I eyed the back of her; she had a cute star tattoo on the base of her neck, and I wanted nothing more than to go over and talk to her, but a part of me was frightened. No, frightened wasn’t the right word. Terrified.
What if she told me that Damien was great? Happy? That he’d settled down with some hot girl and they were going at it like porn stars all night long and spending all their other moments clutching on to each other like lovesick teenagers. I felt sick just thinking about it. I was so wrapped up in this torturous whirlwind of thoughts that I suddenly realized I was standing next to her table with no idea, or vague recollection, of how I got there; my legs must have done the walking on their own accord without consulting with my brain. Crap!
Jess looked up from the red velvet calorie hell and a huge smile lit up her face. She put her spoon down and jumped up immediately.
“Oh my God! Lilly!” She shouted so loudly that I’m sure not only the whole restaurant heard, but the entire block, too. She hugged me hard and then pulled back and looked me up and down.
“You look amazing. Wow.”
I felt slightly self-conscious and instinctively ran my hand through my new, shorter hair. “Thanks, I got my hair cut. And the color is a little weird.”
Jess looked me up and down again and then shook her head. “No, it’s not that at all. It’s something else.” She paused for a moment and I could see she was thinking. “It’s your whole vibe, I can’t explain it, but you just look great. Sit! Sit, babes!”
I sat down with her and realized I’d forgotten how much I liked her. She was probably one of the most straight-talking people I’d ever met. There was no bullshit with her, ever. “So how’ve you been? It’s been a year, right?”
“Um…” I was wringing my hands under the table in a desperate attempt not to bleat out the following:
“So how’s Damien? Is he seeing someone else? Is he in love? Where is he? When is he coming home? Does he know how much I love him and want to have thousands of babies with him and change my surname to his and live happily ever after and have amazing sex all night long and spend the rest of the time cuddling? Huh? Huh? Huh?”
So I mustered all of th
e cool, calm nonchalance I could find and simply said, “I’m fine,” but then straight afterward felt like screaming, “NOT!”
Miraculously, my talented attempts at feigning nonchalance didn’t stop there, “Mmm, great. Yeah. Just…fine. Totally, so fine.” I nodded and tried to smile, but failed dismally when it felt like my face was made of putty and had a mind of its own. God knows what weird expressions it was contorting into right now.
We sat in silence for a second or two, as Jess stared at me with a suspicious look plastered across her face.
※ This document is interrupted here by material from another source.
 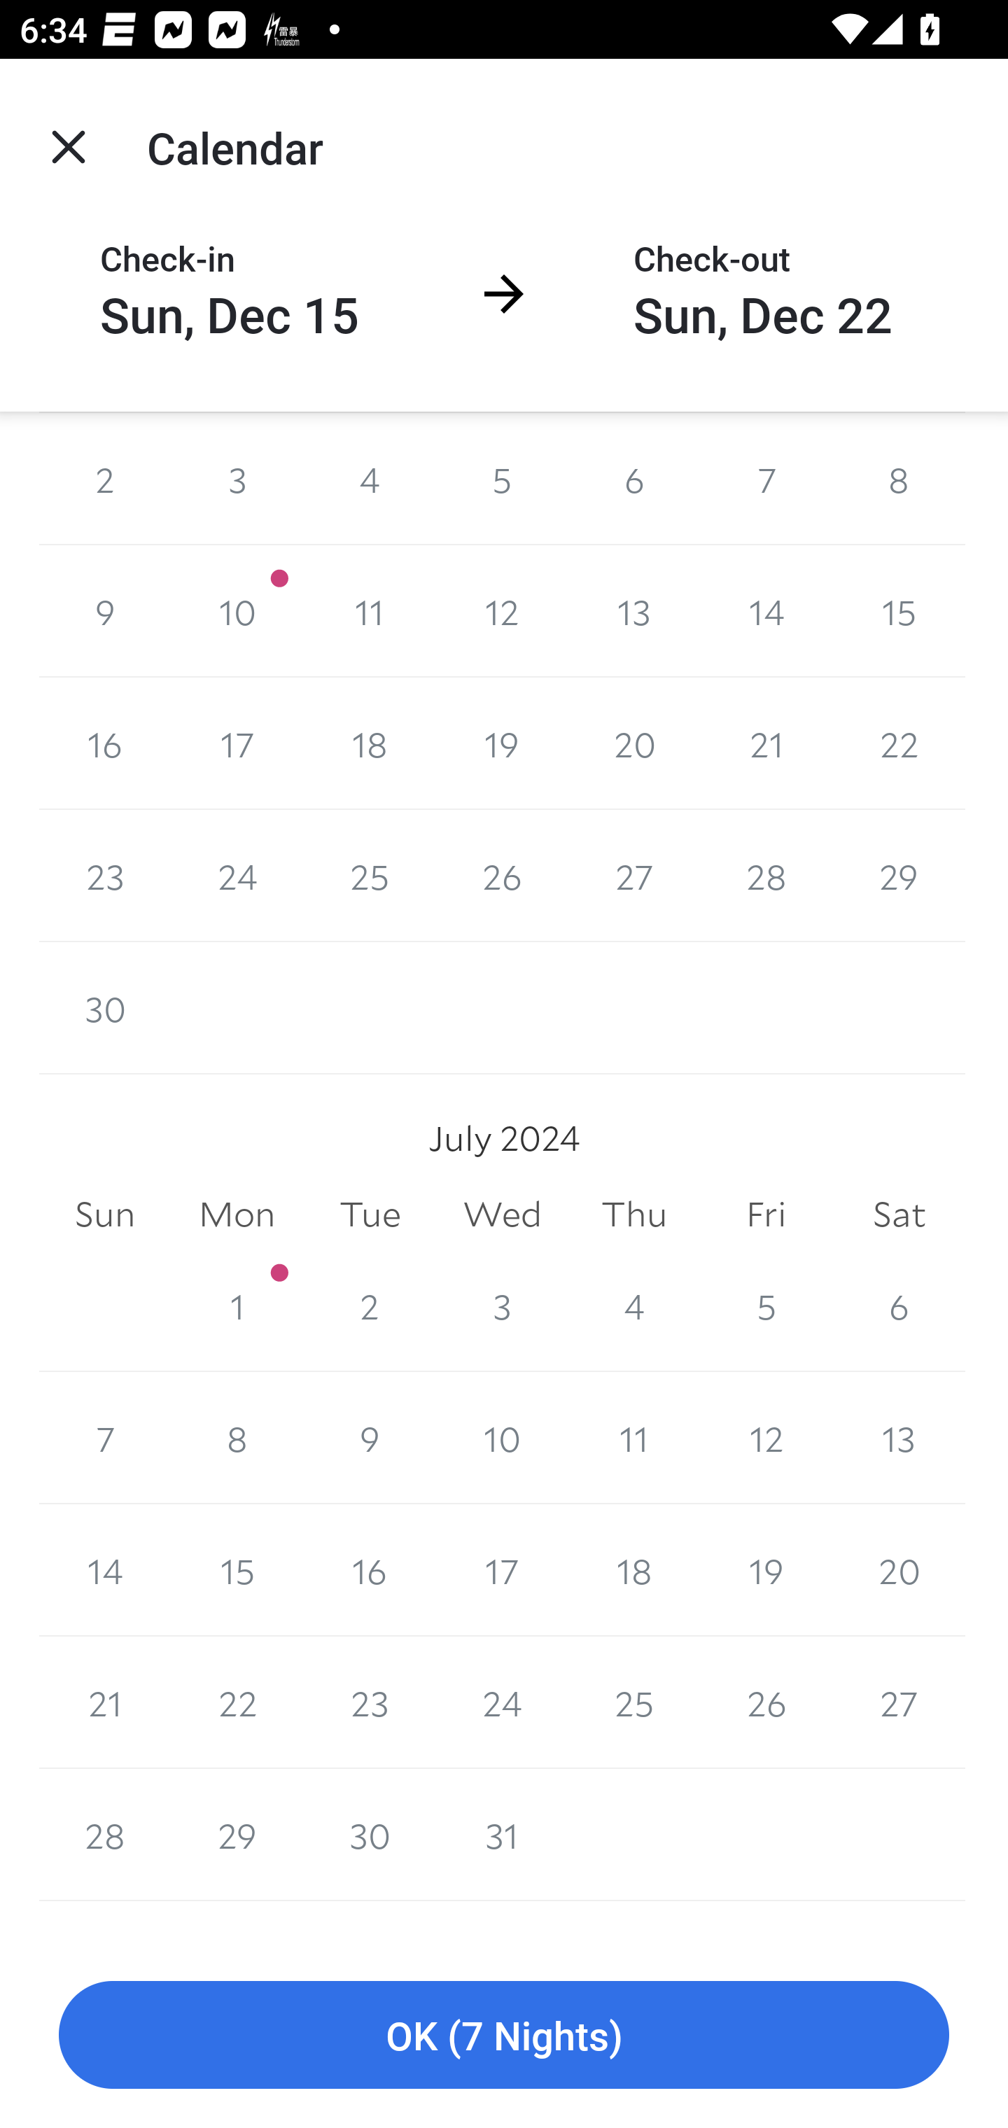 What do you see at coordinates (236, 1437) in the screenshot?
I see `8 8 July 2024` at bounding box center [236, 1437].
And then she leaned toward me, slowly and deliberately. “Okay, I’m just going to say it for you then.”
“What?”
“How’s Damien?” The second the words were out of her mouth my sigh of relief was audible and my whole body relaxed.
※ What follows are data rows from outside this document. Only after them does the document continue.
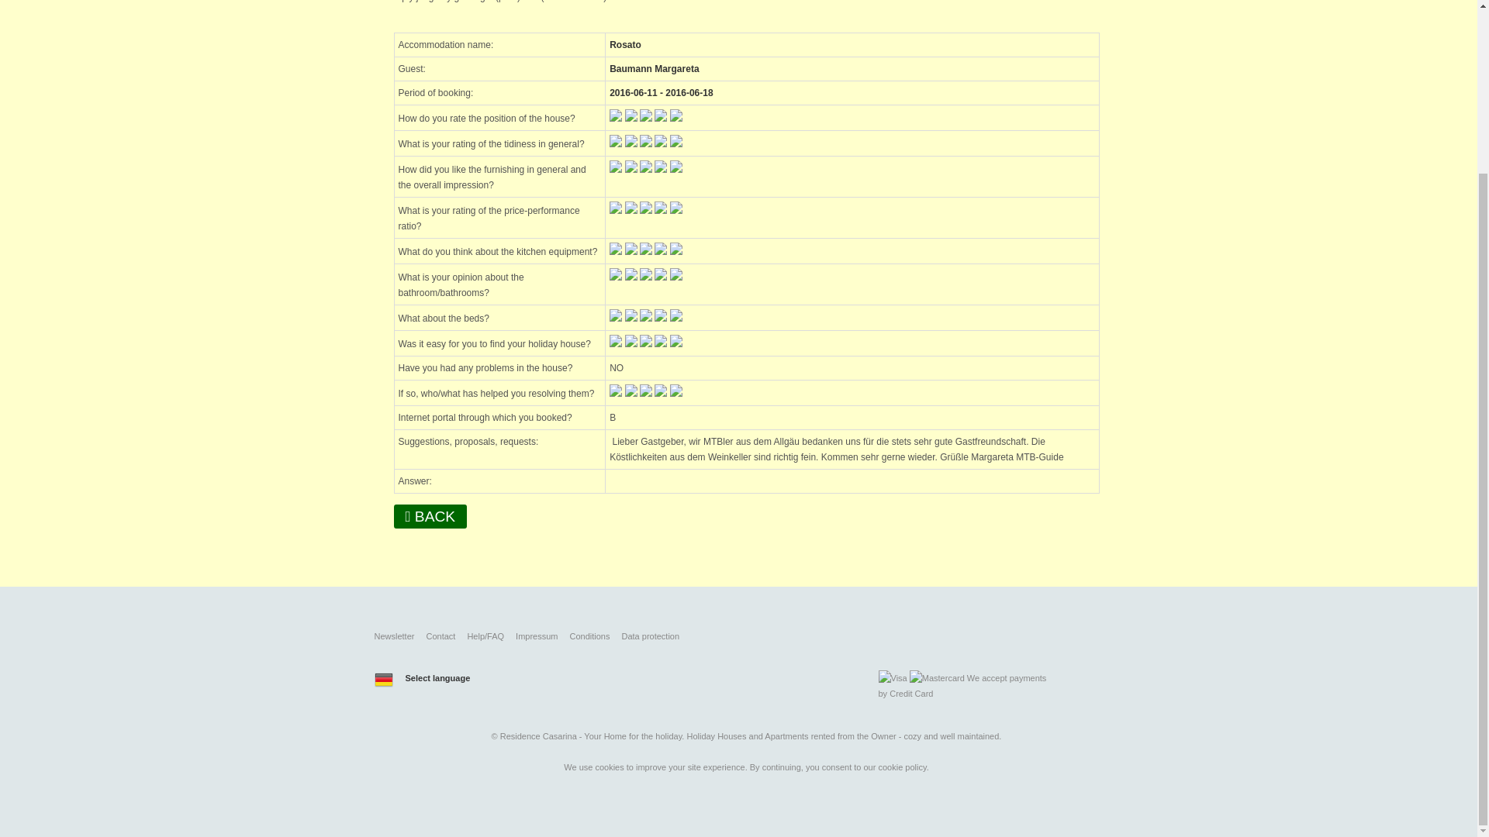  I want to click on Newsletter, so click(393, 637).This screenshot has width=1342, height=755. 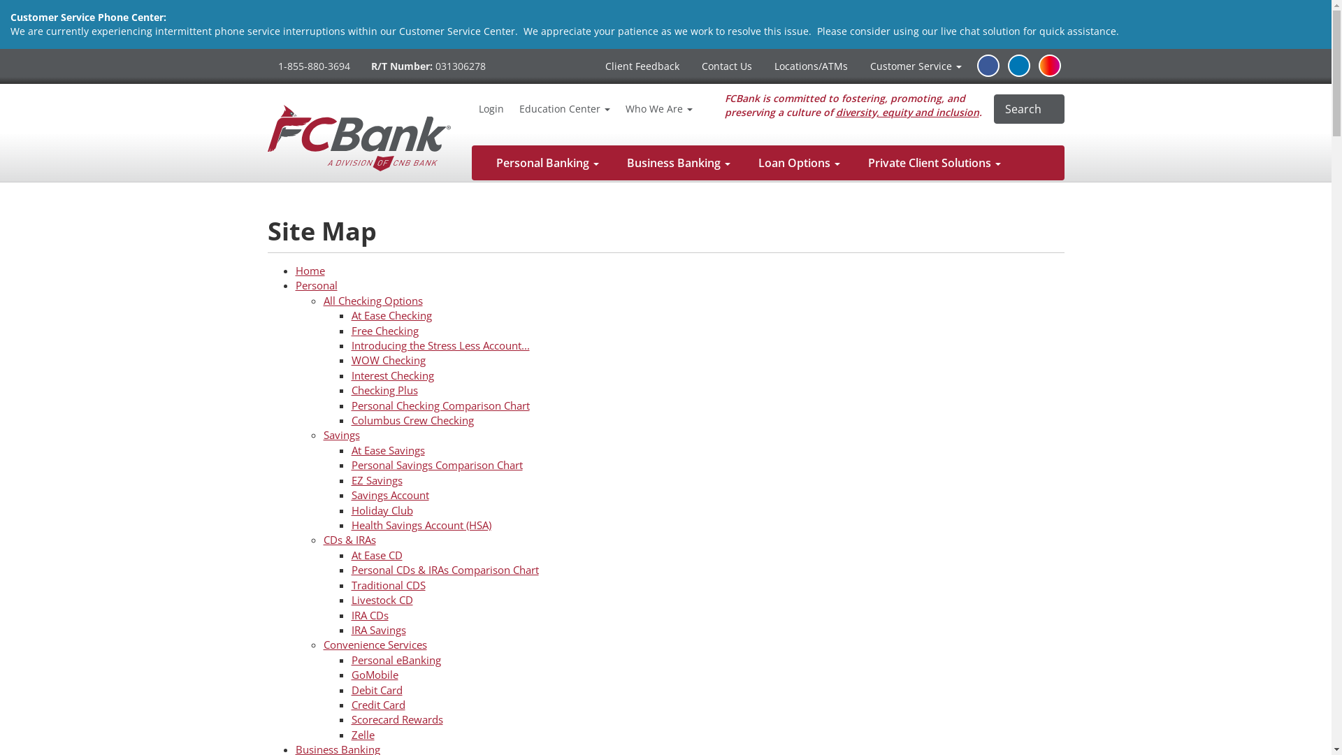 I want to click on Interest Checking, so click(x=392, y=375).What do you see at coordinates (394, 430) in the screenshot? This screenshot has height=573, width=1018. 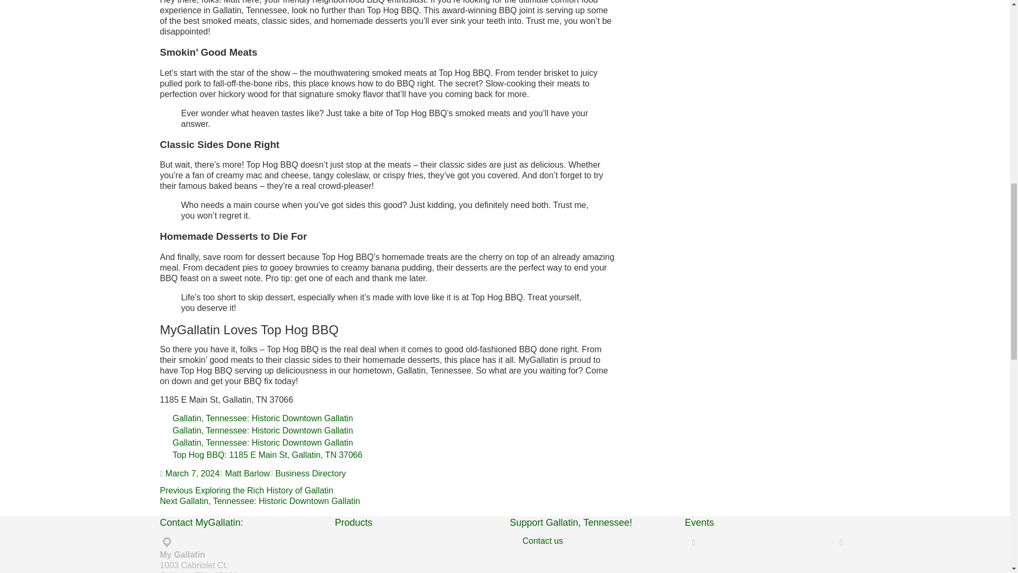 I see `Gallatin, Tennessee: Historic Downtown Gallatin` at bounding box center [394, 430].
“So…” All my pseudo nonchalance had left me and I didn’t care. “How is he? How’s he been? What’s he been doing?”
“Honestly…” She hesitated for a moment and I could see she looked very conflicted. Oh God. He’d gotten married. He was lost to me forever. “What the hell, I’m just going to tell you the truth. I’m not going to lie to you or mince my words.”
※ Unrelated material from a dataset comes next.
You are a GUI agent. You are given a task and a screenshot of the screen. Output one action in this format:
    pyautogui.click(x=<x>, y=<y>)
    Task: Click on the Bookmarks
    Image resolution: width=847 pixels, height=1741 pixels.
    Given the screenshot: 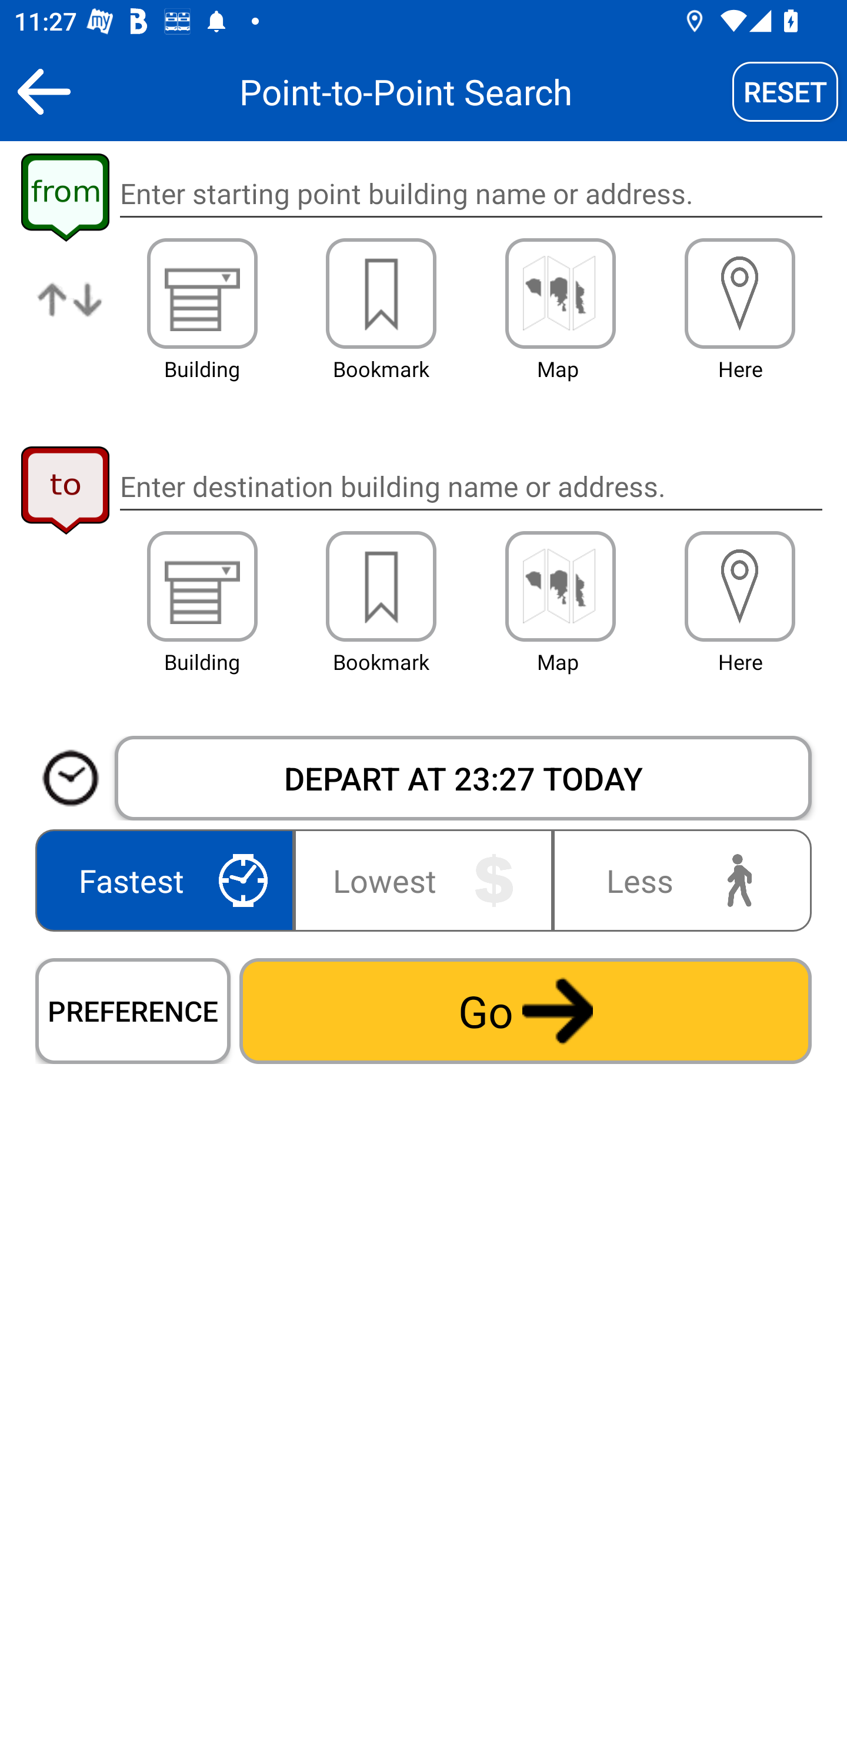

My poor little heart did some funny acrobatic maneuvering in my chest before it settled into the rhythm of a galloping racehorse.
I didn’t want to hear this.
“He’s terrible,” Jess finally said. “I haven’t seen him for about four months, and truthfully I’m a little bit glad. He’s so fucking miserable, he’s become unbearable to be around!”
It took a second to switch gears in my brain. “Really?” The word came flying out, and I mentally kicked myself for seeming so happy and enthusiastic about his misery. “I mean, really?” I tried to sound casual this time, but the giant smile plastered across my face was not helping to convey that sentiment in the slightest.